Join thousands of book lovers
Sign up to our newsletter and receive discounts and inspiration for your next reading experience.
By signing up, you agree to our Privacy Policy.You can, at any time, unsubscribe from our newsletters.
They have been sent to investigate the murderous members of a failed coup, now sunning themselves in luxurious villas and on fancy yachts. The idyllic seaside location further complicates his seemingly doomed romance with Helena Justina.
'Rats are always bigger than you expect...'Falco, ancient Rome's hangdog investigator, hates sharing a cell with a rodent - though being bailed by his old mother is almost as embarassing.
'I was just a freelance hero doing his best in a hard world.'The spirit of adventure calls Falco on a new spying mission for the Emperor Vespasian to the untamed East.
'"I still can't believe I've put the bastard away for good!" Petro muttered.'Petronius Longus, captain of the Aventine watch and Falco's oldest friend, has finally nailed one of Rome's top criminals. One dark and gloomy dawn, Petro and Falco put the evil Balbinus aboard a ship.
'Nobody was poisoned at the dinner for the Society of Olive Oil Producers of Baetica, though in retrospect this was quite a surprise.'Inimitable sleuth Falco is back with a vengeance.

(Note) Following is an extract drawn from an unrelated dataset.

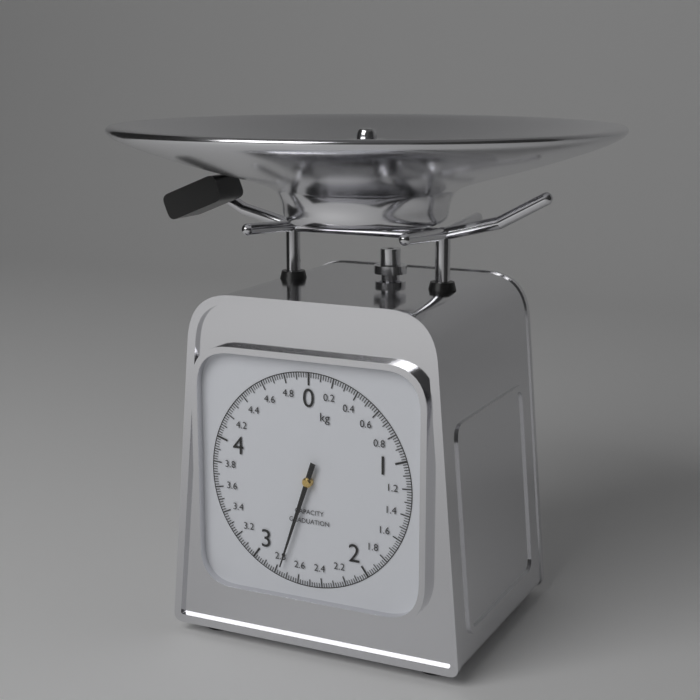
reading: 2.76 kg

Soon he is plunged into the fiercely competitive world of olive oil production.
Whom did he eat, in fact?'Lumbered with working alongside reptilian Chief Spy Anacrites, Falco has the perfect plan to make money - he will assist Vespasian in the Emperor's 'Great Census' of AD 73.

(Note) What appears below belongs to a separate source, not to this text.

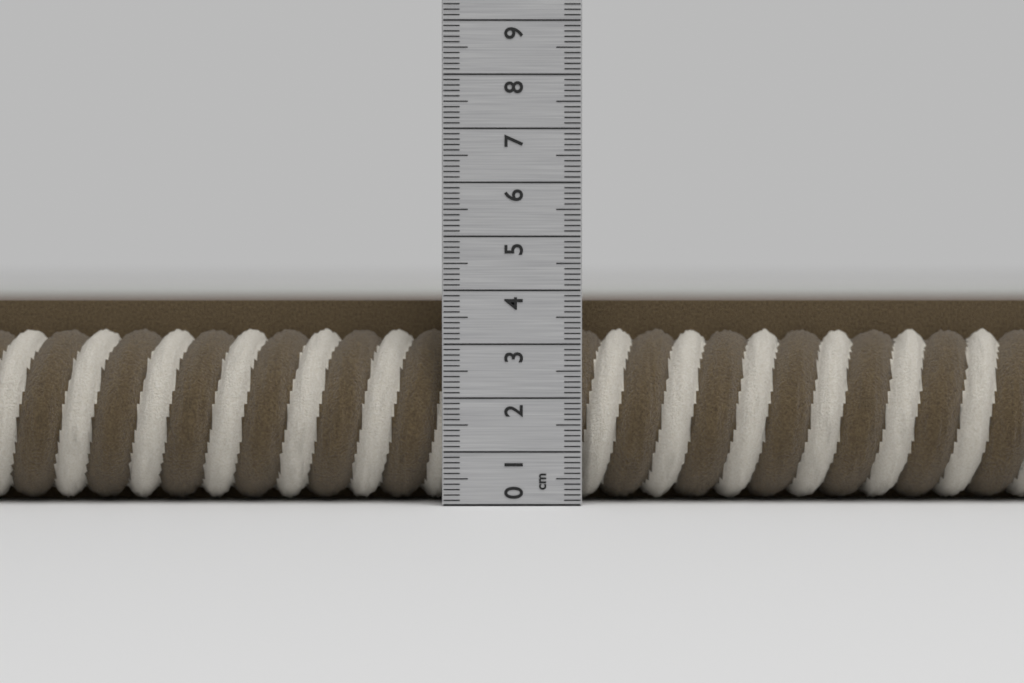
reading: 3.8 cm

In the long, hot Roman summer of AD 74, Falco, private informer and spare-time poet, gives a reading for his family and friends. Things get out of hand as usual. The event is taken over by Aurelius Chrysippus, a wealthy Greek banker and patron to a group of struggling writers, who offers to publish Falco's work.
'There's nothing wrong with Britain ... that is if you leave out the mammoth travelling distance from one's dear Roman heritage!'AD 75. he wants someone to investigate. Falco has a new baby, a new house, and he hates Britain.
'To find a drowned man head-first down a well was slightly unusual, exciting maybe.'For Falco, a relaxed visit to Helena's relatives in Britain turns serious at the scene of a downtown murder.
'Luckily the judge was eager to adjourn for lunch.'Having returned from his trip to Londinium, Falco takes up employment with two lawyers at the top of their trade. With a little coercion, Falco joins the prosecution in seeking to persuade a magistrate to instigate a new trial.
But when his girlfriend, Helena, arrives carrying a batch of old copies of the Daily Gazette - with the intention of catching up on the latest scandal - Falco is forced to admit to Petronius his real reasons for being there... 'Infamia', the pen name of the scribe who writes the gossip column for the Daily Gazette, has gone missing.
she acquires a mystery illness - then a young man is horrendously murdered and she escapes from house arrest. Falco is pitted against his old rival, the Chief Spy Anacrites, in a race to find the fugitive before her presence angers the public and makes the government look stupid.
Egypt was the destination of choice for Roman tourists, being home to not one but two Wonders of the Ancient World, a Centre of Culture, and people with exotic habits. Unfortunately, when Marcus Didius Falco pays a visit he discovers it's also a hotbed of schemers and murderers.
In the high summer of 77 AD, Roman informer Marcus Didius Falco is beset by personal problems. Newly bereaved and facing unexpected upheavals in his life, it is a relief for him to consider someone else's misfortunes. A middle-aged couple who supplied statues to his father, Geminus, have disappeared in mysterious circumstances.
Sign up to our newsletter and receive discounts and inspiration for your next reading experience.
By signing up, you agree to our Privacy Policy.